The survey found that corticosteroids were routinely prescribed at diagnosis and again at first relapse. The harms of prolonged steroid exposure are well documented, and patient satisfaction with corticosteroids was the lowest of any treatment surveyed in I-WISh, at 53 percent. Satisfaction was substantially higher for other therapies, such as anti-CD20 therapies (79 percent), thrombopoietin receptor agonists (76 percent), and intravenous immunoglobulin (69 percent)1.

For Barbara, the problem is structural. “Sometimes we get overtreated, especially with steroids, which can do more harm than low platelets.” Effective ITP care, she argues, depends on three things in short supply across modern health systems. “It requires experience, it requires shared decision making and it requires time. Often, nowadays, physicians rarely have all three.”

The second structural gap is the absence of predictive biomarkers. Several treatment classes are now available, including thrombopoietin receptor agonists, anti-CD20 agents, SYK inhibitors, and more recent BTK inhibitors. The order in which they are tried is dictated by guideline-driven sequencing rather than by what is most likely to work for an individual patient.

“We still don’t know which patient will respond to which kind of therapy, so the trial-and-error approach continues. Some treatments, if started earlier, might have a greater probability of success, but by the time you arrive at the treatment that is right for you, you’ve lost time.”

The ITP Support Association identifies the same gap as a key unmet need: better tools to predict disease chronicity and treatment response, and longer-term clinical trial data measuring patient-reported outcomes rather than platelet counts alone.

Shared decisions, shared responsibility

Shared decision-making is endorsed in UK guidance and in international consensus, but progress in ITP is slow. In I-WISh, only 64 percent of patients felt their symptoms and quality of life were considered in treatment decisions, and just 74 percent felt their physician understood their treatment goals1. The remainder did not.

Closing that gap, Barbara argues, depends on a culture shift in which patient organisations are treated as partners. “We are witnessing a culture shift that is seeing patients and patient organisations partner with institutions, researchers, healthcare providers and industry. We are all part of one system, and we really need to work together.”

Better support is part of the picture. AIPIT runs a psychological support project for patients and caregivers, including monthly online meetings and individual therapy.
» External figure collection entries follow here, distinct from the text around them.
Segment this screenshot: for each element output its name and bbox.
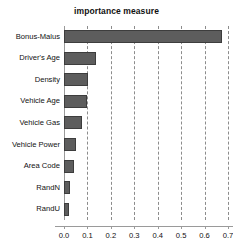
x-tick-label: 0.5	[169, 231, 193, 240]
x-tick	[64, 226, 65, 229]
bar-row	[64, 134, 228, 156]
bar-row	[64, 112, 228, 134]
bar	[64, 138, 76, 151]
importance-measure-chart: importance measure Bonus-MalusDriver's A…	[0, 0, 233, 252]
bar-row	[64, 155, 228, 177]
bar	[64, 95, 87, 108]
x-tick-label: 0.3	[122, 231, 146, 240]
y-axis-label: RandU	[0, 204, 60, 213]
bar	[64, 73, 88, 86]
x-tick	[181, 226, 182, 229]
bar-row	[64, 198, 228, 220]
x-tick	[158, 226, 159, 229]
bar-row	[64, 26, 228, 48]
y-axis-label: Density	[0, 75, 60, 84]
x-axis-line	[55, 226, 233, 227]
y-axis-label: Vehicle Gas	[0, 118, 60, 127]
bar-row	[64, 91, 228, 113]
chart-title: importance measure	[0, 6, 233, 16]
plot-area	[64, 26, 228, 220]
x-tick-label: 0.0	[52, 231, 76, 240]
y-axis-label: Vehicle Power	[0, 140, 60, 149]
bar-row	[64, 177, 228, 199]
bar	[64, 181, 70, 194]
x-tick-label: 0.2	[99, 231, 123, 240]
bar	[64, 116, 82, 129]
x-tick-label: 0.4	[146, 231, 170, 240]
x-tick	[228, 226, 229, 229]
bar-row	[64, 48, 228, 70]
y-axis-label: Driver's Age	[0, 53, 60, 62]
y-axis-label: Vehicle Age	[0, 96, 60, 105]
y-axis-label: Bonus-Malus	[0, 32, 60, 41]
x-tick	[205, 226, 206, 229]
y-axis-label: Area Code	[0, 161, 60, 170]
bar	[64, 203, 69, 216]
x-tick	[111, 226, 112, 229]
bar	[64, 52, 96, 65]
bar-row	[64, 69, 228, 91]
x-tick-label: 0.7	[216, 231, 233, 240]
x-tick-label: 0.6	[193, 231, 217, 240]
x-tick	[134, 226, 135, 229]
y-axis-labels: Bonus-MalusDriver's AgeDensityVehicle Ag…	[0, 26, 60, 220]
y-axis-label: RandN	[0, 183, 60, 192]
bar	[64, 30, 222, 43]
gridline-0.7	[228, 26, 229, 220]
x-tick-label: 0.1	[75, 231, 99, 240]
x-tick	[87, 226, 88, 229]
bar	[64, 160, 74, 173]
The ITP Support Association reports that psychological support across the UK and Europe is constrained by funding and that digital health tools and educational resources for patients and clinicians remain uneven.

In an Italian quality-of-life project that included a narrative medicine component, participants were asked to describe living with ITP in one word. The most frequent answer was “storm”. For Barbara, the metaphor catches what a roller coaster cannot. “People used to say life with ITP is like being on a roller coaster, but I think it’s worse, because a roller coaster has a designed route and you can see what is in front of you. With ITP, we can’t.”

ITP cannot be defined by a platelet count alone. It is defined by the individual profile of symptoms, the family and working life around the patient, and the support, or lack of it, that surrounds the clinical pathway. As Barbara puts it: “What we all actually seek is to live the fullest possible life we can.” And until then, the work continues.

To learn more please visit:

AIPIT: www.aipit.com

ITP Support Association: www.itpsupport.org.uk

International ITP Alliance: www.globalitp.org


References


[1] https://pubmed.ncbi.nlm.nih.gov/33107998/


Articles are for information only and do not form the basis of medical advice. Individuals should always seek the guidance of their medical team before making changes to their treatment.

This article was sponsored by argenx.
argenx has collaborated in the development of content themes. They have had no editorial control over the content copy, and all opinions are those of the contributor.